How the Muslim Pro application sells our personal data to the U.S. military

Muslim Pro, a Muslim prayer application with more than 98 million downloads, is one of the applications connected to a vast supply chain that sends the personal data of ordinary people to brokers, contractors and the military, Vice magazine reveals.
Applications that send data to X-Mode include Muslim Pro, an application that reminds users when to pray and in what direction Mecca is in relation to the user’s current location. The application has been downloaded more than 50 million times on Android, according to the Google Play Store, and more than 98 million in total on other platforms, including iOS, according to the Muslim Pro website.
“The most popular Muslim application! “reads the Muslim Pro website. The application also includes passages and audio readings from the Quran. Another application that sent data to X-Mode was Muslim Mingle, a dating application that has been downloaded more than 100,000 times.
The purchase of this information by U.S. law enforcement has raised questions about whether authorities are buying their location data, which may normally require an access warrant. But the USSOCOM contract and the additional reports are the first evidence that the purchase of location data in the United States has spread from law enforcement to military agencies.
The motherboard used network analysis software to observe the Android and iOS versions of the Muslim Pro application by repeatedly sending granular location data to the X-Mode endpoint. Will Strafach, an iOS researcher and founder of Guardian, said he also saw the iOS version of Muslim Pro sending location data to X-Mode.
The data transfer also included the name of the wireless network the phone was currently connected to, a timestamp and information about the phone such as its model, according to Motherboard tests.
The U.S. military buys granular motion data from people around the world, collected from seemingly harmless applications, Motherboard learned. The most popular application among a group of motherboards analyzed and connected to this type of data sale is Muslim Pro, which has more than 98 million downloads worldwide.
Others include a Muslim dating application, a popular Craigslist application, a storm tracking application, and a “level” application that can be used to help, for example, set up shelves in a room.
Through public records, developer interviews, and technical analysis, Motherboard discovered two separate and parallel data streams that the U.S. military uses or has used to obtain location data.
One is based on a company called Babel Street, which creates a product called Locate XUS Special Operations Command (USSOCOM), a branch of the military responsible for counterterrorism, counterinsurgency, and special reconnaissance purchased access to Locate X to assist special forces operations overseas. The other flow goes through a company called X-Mode, which obtains location data directly from applications and then sells it to subcontractors and, by extension, the military.
The news highlights the opaque location data industry and the fact that the U.S. military, which has sadly used other location data to target UAV strikes, is buying access to sensitive data. Many users of applications involved in the data supply chain are Muslim, which is remarkable given that the U.S. has waged a decades-long war against Muslim-majority terrorist groups in the Middle East and has killed hundreds of thousands of civilians in its wars with military operations in Pakistan, Afghanistan, and Iraq. The motherboard is not aware of any specific operation in which this type of application-based location data has been used by the U.S. military.
Muslim Pro has not responded to several requests for feedback.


Required action
In the data below, locate the line containing "Localize all elements." and the line containing "What elements are", then retype both and everything between them exactly. Pictures are not part of the copy.

Supplied information
═══

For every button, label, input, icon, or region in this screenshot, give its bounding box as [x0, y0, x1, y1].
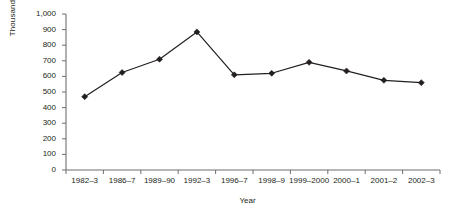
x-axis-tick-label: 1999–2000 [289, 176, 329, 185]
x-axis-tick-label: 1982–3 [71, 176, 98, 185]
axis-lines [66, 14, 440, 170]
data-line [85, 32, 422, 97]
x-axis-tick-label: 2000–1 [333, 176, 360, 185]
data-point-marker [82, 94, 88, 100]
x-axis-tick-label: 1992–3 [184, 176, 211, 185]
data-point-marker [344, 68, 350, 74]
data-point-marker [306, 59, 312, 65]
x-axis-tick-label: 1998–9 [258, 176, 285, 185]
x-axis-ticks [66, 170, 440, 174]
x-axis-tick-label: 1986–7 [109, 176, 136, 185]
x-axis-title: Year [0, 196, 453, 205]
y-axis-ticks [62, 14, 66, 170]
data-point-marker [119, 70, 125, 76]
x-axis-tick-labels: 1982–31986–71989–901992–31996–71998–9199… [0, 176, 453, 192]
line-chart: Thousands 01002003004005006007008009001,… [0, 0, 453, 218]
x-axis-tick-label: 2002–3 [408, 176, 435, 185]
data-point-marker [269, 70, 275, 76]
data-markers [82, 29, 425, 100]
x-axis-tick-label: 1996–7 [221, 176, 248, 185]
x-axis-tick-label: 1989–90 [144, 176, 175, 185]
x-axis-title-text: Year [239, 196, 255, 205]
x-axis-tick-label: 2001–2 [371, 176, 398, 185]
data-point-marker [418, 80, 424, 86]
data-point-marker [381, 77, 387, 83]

═══

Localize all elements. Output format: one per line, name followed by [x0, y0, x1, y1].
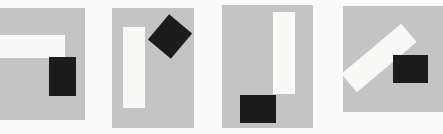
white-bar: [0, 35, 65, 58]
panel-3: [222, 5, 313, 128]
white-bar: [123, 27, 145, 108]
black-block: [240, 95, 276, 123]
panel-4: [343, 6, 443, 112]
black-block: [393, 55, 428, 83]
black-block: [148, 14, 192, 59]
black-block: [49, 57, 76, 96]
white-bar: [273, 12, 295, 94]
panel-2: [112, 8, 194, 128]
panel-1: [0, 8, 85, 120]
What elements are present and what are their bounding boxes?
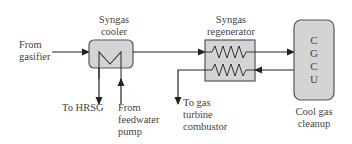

═══

Result of this task
Localize all elements. Output format: one per line, name followed by [x0, y0, x1, y1].
white-bar: [0, 35, 65, 58]
panel-3: [222, 5, 313, 128]
white-bar: [123, 27, 145, 108]
black-block: [240, 95, 276, 123]
panel-4: [343, 6, 443, 112]
black-block: [393, 55, 428, 83]
black-block: [148, 14, 192, 59]
black-block: [49, 57, 76, 96]
white-bar: [273, 12, 295, 94]
panel-2: [112, 8, 194, 128]
panel-1: [0, 8, 85, 120]
What elements are present and what are their bounding boxes?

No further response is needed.